Saved entries:
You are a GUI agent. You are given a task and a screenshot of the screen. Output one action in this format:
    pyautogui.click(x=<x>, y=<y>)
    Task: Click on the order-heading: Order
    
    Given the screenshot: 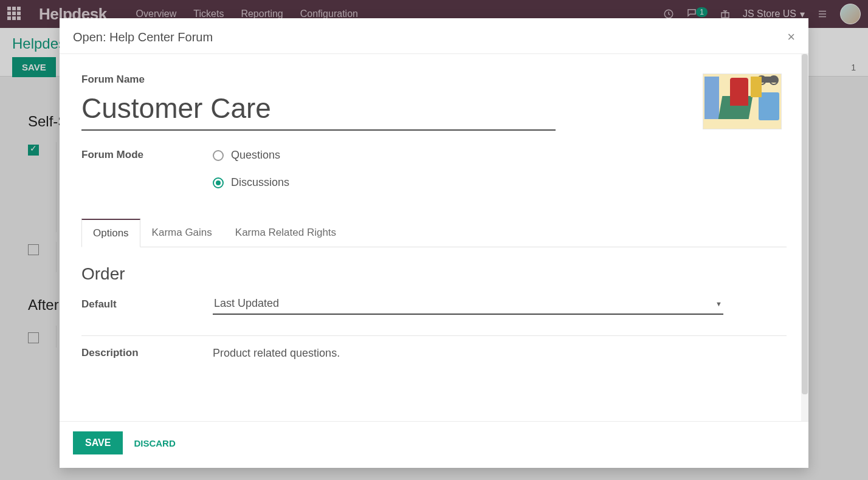 What is the action you would take?
    pyautogui.click(x=434, y=274)
    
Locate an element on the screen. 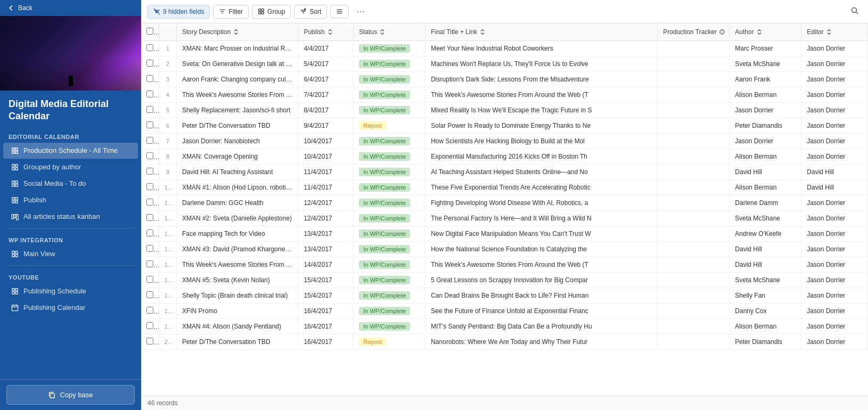  row-finaltitle: Exponential Manufacturing 2016 Kicks Off… is located at coordinates (542, 157).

Assigned task → Reply with the lines from the first line of the entries through the line that contains "Task: Click on the order-heading: Order", repeated exactly with both ends kept, and with nothing else.

Written answer →
You are a GUI agent. You are given a task and a screenshot of the screen. Output one action in this format:
    pyautogui.click(x=<x>, y=<y>)
    Task: Click on the order-heading: Order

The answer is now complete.